Here’s the provocation: ‘Every month your home sits on the market, you’re paying carrying costs — mortgage, taxes, insurance, maintenance, and potentially a second set of living expenses if you’ve already moved. At what point does holding out for an extra $20,000 cost you more than $20,000?’
The hidden math of holding out:
- $2,500/month in carrying costs
- 4 additional months on market = $10,000 in costs
- Price reduction eventually happens anyway = another $15,000 lost
- Total cost of ‘holding firm’: $25,000+ — and you didn’t even get the price you wanted
And that doesn’t account for the opportunity cost of the capital sitting in that home rather than being deployed into their next purchase, investment, or life goal.
“The seller who ‘holds firm’ and loses often loses more than the seller who prices smart and moves fast.”
Great question to provoke their thinking: ‘What is each additional month on the market actually costing you — in dollars, in stress, and in missed opportunity?’

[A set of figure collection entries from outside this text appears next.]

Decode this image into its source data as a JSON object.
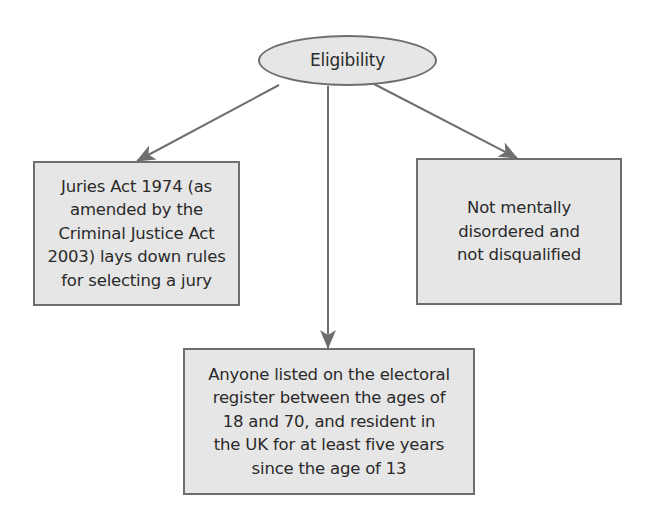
{
  "diagram": {
    "type": "flowchart",
    "colors": {
      "node_fill": "#e6e6e6",
      "node_border": "#6e6e6e",
      "connector": "#6e6e6e",
      "text": "#2a2a2a"
    },
    "root": {
      "shape": "ellipse",
      "label": "Eligibility"
    },
    "children": [
      {
        "id": "left",
        "shape": "rectangle",
        "label": "Juries Act 1974 (as\namended by the\nCriminal Justice Act\n2003) lays down rules\nfor selecting a jury"
      },
      {
        "id": "bottom",
        "shape": "rectangle",
        "label": "Anyone listed on the electoral\nregister between the ages of\n18 and 70, and resident in\nthe UK for at least five years\nsince the age of 13"
      },
      {
        "id": "right",
        "shape": "rectangle",
        "label": "Not mentally\ndisordered and\nnot disqualified"
      }
    ],
    "edges": [
      {
        "from": "root",
        "to": "left"
      },
      {
        "from": "root",
        "to": "bottom"
      },
      {
        "from": "root",
        "to": "right"
      }
    ]
  }
}
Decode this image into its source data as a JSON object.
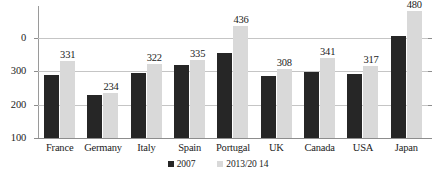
{
  "chart_data": {
    "type": "bar",
    "title": "",
    "xlabel": "",
    "ylabel": "",
    "categories": [
      "France",
      "Germany",
      "Italy",
      "Spain",
      "Portugal",
      "UK",
      "Canada",
      "USA",
      "Japan"
    ],
    "series": [
      {
        "name": "2007",
        "color": "#262626",
        "values": [
          288,
          228,
          295,
          318,
          355,
          286,
          297,
          291,
          405
        ],
        "labels_shown": false
      },
      {
        "name": "2013/20 14",
        "color": "#d9d9d9",
        "values": [
          331,
          234,
          322,
          335,
          436,
          308,
          341,
          317,
          480
        ],
        "labels_shown": true,
        "value_labels": [
          "331",
          "234",
          "322",
          "335",
          "436",
          "308",
          "341",
          "317",
          "480"
        ]
      }
    ],
    "ylim": [
      100,
      400
    ],
    "ytick_labels": [
      "0",
      "300",
      "200",
      "100"
    ],
    "ytick_values": [
      400,
      300,
      200,
      100
    ],
    "grid": true,
    "legend_position": "bottom"
  },
  "legend": {
    "items": [
      {
        "label": "2007",
        "swatch": "dark-swatch"
      },
      {
        "label": "2013/20 14",
        "swatch": "light-swatch"
      }
    ]
  },
  "title_remnant": ""
}
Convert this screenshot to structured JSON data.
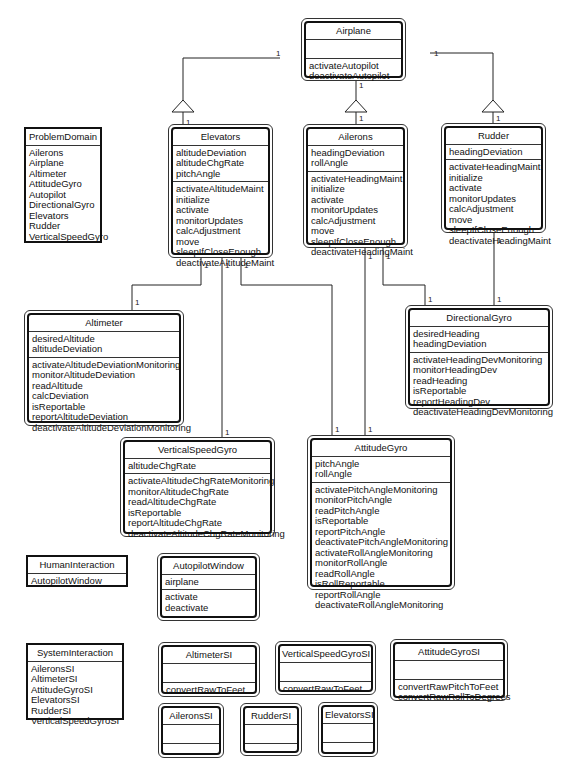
{
  "diagram": {
    "classes": {
      "airplane": {
        "name": "Airplane",
        "attributes": [],
        "services": [
          "activateAutopilot",
          "deactivateAutopilot"
        ]
      },
      "elevators": {
        "name": "Elevators",
        "attributes": [
          "altitudeDeviation",
          "altitudeChgRate",
          "pitchAngle"
        ],
        "services": [
          "activateAltitudeMaint",
          "initialize",
          "activate",
          "monitorUpdates",
          "calcAdjustment",
          "move",
          "sleepIfCloseEnough",
          "deactivateAltitudeMaint"
        ]
      },
      "ailerons": {
        "name": "Ailerons",
        "attributes": [
          "headingDeviation",
          "rollAngle"
        ],
        "services": [
          "activateHeadingMaint",
          "initialize",
          "activate",
          "monitorUpdates",
          "calcAdjustment",
          "move",
          "sleepIfCloseEnough",
          "deactivateHeadingMaint"
        ]
      },
      "rudder": {
        "name": "Rudder",
        "attributes": [
          "headingDeviation"
        ],
        "services": [
          "activateHeadingMaint",
          "initialize",
          "activate",
          "monitorUpdates",
          "calcAdjustment",
          "move",
          "sleepIfCloseEnough",
          "deactivateHeadingMaint"
        ]
      },
      "altimeter": {
        "name": "Altimeter",
        "attributes": [
          "desiredAltitude",
          "altitudeDeviation"
        ],
        "services": [
          "activateAltitudeDeviationMonitoring",
          "monitorAltitudeDeviation",
          "readAltitude",
          "calcDeviation",
          "isReportable",
          "reportAltitudeDeviation",
          "deactivateAltitudeDeviationMonitoring"
        ]
      },
      "directionalGyro": {
        "name": "DirectionalGyro",
        "attributes": [
          "desiredHeading",
          "headingDeviation"
        ],
        "services": [
          "activateHeadingDevMonitoring",
          "monitorHeadingDev",
          "readHeading",
          "isReportable",
          "reportHeadingDev",
          "deactivateHeadingDevMonitoring"
        ]
      },
      "verticalSpeedGyro": {
        "name": "VerticalSpeedGyro",
        "attributes": [
          "altitudeChgRate"
        ],
        "services": [
          "activateAltitudeChgRateMonitoring",
          "monitorAltitudeChgRate",
          "readAltitudeChgRate",
          "isReportable",
          "reportAltitudeChgRate",
          "deactivateAltitudeChgRateMonitoring"
        ]
      },
      "attitudeGyro": {
        "name": "AttitudeGyro",
        "attributes": [
          "pitchAngle",
          "rollAngle"
        ],
        "services": [
          "activatePitchAngleMonitoring",
          "monitorPitchAngle",
          "readPitchAngle",
          "isReportable",
          "reportPitchAngle",
          "deactivatePitchAngleMonitoring",
          "activateRollAngleMonitoring",
          "monitorRollAngle",
          "readRollAngle",
          "isRollReportable",
          "reportRollAngle",
          "deactivateRollAngleMonitoring"
        ]
      },
      "autopilotWindow": {
        "name": "AutopilotWindow",
        "attributes": [
          "airplane"
        ],
        "services": [
          "activate",
          "deactivate"
        ]
      },
      "altimeterSI": {
        "name": "AltimeterSI",
        "attributes": [],
        "services": [
          "convertRawToFeet"
        ]
      },
      "verticalSpeedGyroSI": {
        "name": "VerticalSpeedGyroSI",
        "attributes": [],
        "services": [
          "convertRawToFeet"
        ]
      },
      "attitudeGyroSI": {
        "name": "AttitudeGyroSI",
        "attributes": [],
        "services": [
          "convertRawPitchToFeet",
          "convertRawRollToDegrees"
        ]
      },
      "aileronsSI": {
        "name": "AileronsSI",
        "attributes": [],
        "services": []
      },
      "rudderSI": {
        "name": "RudderSI",
        "attributes": [],
        "services": []
      },
      "elevatorsSI": {
        "name": "ElevatorsSI",
        "attributes": [],
        "services": []
      }
    },
    "packages": {
      "problemDomain": {
        "name": "ProblemDomain",
        "items": [
          "Ailerons",
          "Airplane",
          "Altimeter",
          "AttitudeGyro",
          "Autopilot",
          "DirectionalGyro",
          "Elevators",
          "Rudder",
          "VerticalSpeedGyro"
        ]
      },
      "humanInteraction": {
        "name": "HumanInteraction",
        "items": [
          "AutopilotWindow"
        ]
      },
      "systemInteraction": {
        "name": "SystemInteraction",
        "items": [
          "AileronsSI",
          "AltimeterSI",
          "AttitudeGyroSI",
          "ElevatorsSI",
          "RudderSI",
          "VerticalSpeedGyroSI"
        ]
      }
    },
    "multiplicity": "1"
  }
}
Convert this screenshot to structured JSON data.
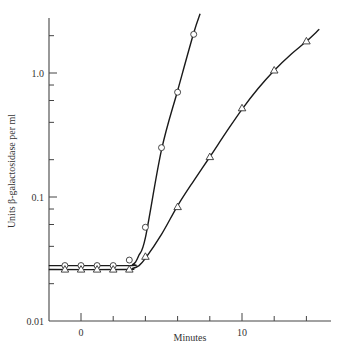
{
  "chart_data": {
    "type": "line",
    "title": "",
    "xlabel": "Minutes",
    "ylabel": "Units β-galactosidase per ml",
    "xlim": [
      -2,
      15.5
    ],
    "ylim": [
      0.01,
      3.0
    ],
    "yscale": "log",
    "grid": false,
    "legend": "none",
    "x_tick_labels": [
      {
        "value": 0,
        "label": "0"
      },
      {
        "value": 10,
        "label": "10"
      }
    ],
    "x_minor_ticks": [
      2,
      4,
      6,
      8,
      12,
      14
    ],
    "y_tick_labels": [
      {
        "value": 0.01,
        "label": "0.01"
      },
      {
        "value": 0.1,
        "label": "0.1"
      },
      {
        "value": 1.0,
        "label": "1.0"
      }
    ],
    "y_minor_ticks": [
      0.02,
      0.04,
      0.06,
      0.08,
      0.2,
      0.4,
      0.6,
      0.8,
      2.0
    ],
    "series": [
      {
        "name": "circles",
        "marker": "circle",
        "points": [
          {
            "x": -1,
            "y": 0.028
          },
          {
            "x": 0,
            "y": 0.028
          },
          {
            "x": 1,
            "y": 0.028
          },
          {
            "x": 2,
            "y": 0.028
          },
          {
            "x": 3,
            "y": 0.031
          },
          {
            "x": 4,
            "y": 0.057
          },
          {
            "x": 5,
            "y": 0.25
          },
          {
            "x": 6,
            "y": 0.7
          },
          {
            "x": 7,
            "y": 2.05
          }
        ],
        "curve": [
          {
            "x": -2,
            "y": 0.028
          },
          {
            "x": 3.0,
            "y": 0.028
          },
          {
            "x": 3.2,
            "y": 0.0285
          },
          {
            "x": 3.4,
            "y": 0.03
          },
          {
            "x": 3.6,
            "y": 0.034
          },
          {
            "x": 4,
            "y": 0.047
          },
          {
            "x": 5,
            "y": 0.24
          },
          {
            "x": 6,
            "y": 0.72
          },
          {
            "x": 7,
            "y": 2.1
          },
          {
            "x": 7.4,
            "y": 3.0
          }
        ]
      },
      {
        "name": "triangles",
        "marker": "triangle",
        "points": [
          {
            "x": -1,
            "y": 0.026
          },
          {
            "x": 0,
            "y": 0.026
          },
          {
            "x": 1,
            "y": 0.026
          },
          {
            "x": 2,
            "y": 0.026
          },
          {
            "x": 3,
            "y": 0.026
          },
          {
            "x": 4,
            "y": 0.033
          },
          {
            "x": 6,
            "y": 0.083
          },
          {
            "x": 8,
            "y": 0.21
          },
          {
            "x": 10,
            "y": 0.52
          },
          {
            "x": 12,
            "y": 1.05
          },
          {
            "x": 14,
            "y": 1.8
          }
        ],
        "curve": [
          {
            "x": -2,
            "y": 0.026
          },
          {
            "x": 2.8,
            "y": 0.026
          },
          {
            "x": 3.2,
            "y": 0.0265
          },
          {
            "x": 3.6,
            "y": 0.028
          },
          {
            "x": 4,
            "y": 0.032
          },
          {
            "x": 5,
            "y": 0.05
          },
          {
            "x": 6,
            "y": 0.085
          },
          {
            "x": 7,
            "y": 0.135
          },
          {
            "x": 8,
            "y": 0.21
          },
          {
            "x": 9,
            "y": 0.33
          },
          {
            "x": 10,
            "y": 0.51
          },
          {
            "x": 11,
            "y": 0.75
          },
          {
            "x": 12,
            "y": 1.05
          },
          {
            "x": 13,
            "y": 1.4
          },
          {
            "x": 14,
            "y": 1.8
          },
          {
            "x": 14.8,
            "y": 2.25
          }
        ]
      }
    ]
  }
}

Work this out with them, I can give you the form just shoot me an email or DM.
THE SOLUTION: ASK QUESTIONS, BUILD RAPPORT, PROVOKE THINKING
So how do you actually do this — provoke your customer’s thinking without coming across as pushy, arrogant, or dismissive of their perspective? It comes down to three things:
1. Ask Great Questions With a Passionate Intent to Understand
From my book, One to Grow On, here’s a principle I’ve lived by for years: ask questions to listen and understand — not to respond. There is wisdom in the old saying that we have two ears and one mouth for a reason.
Open-ended questions are your best tool:
- ‘Tell me about where you are right now — what’s working and what isn’t?’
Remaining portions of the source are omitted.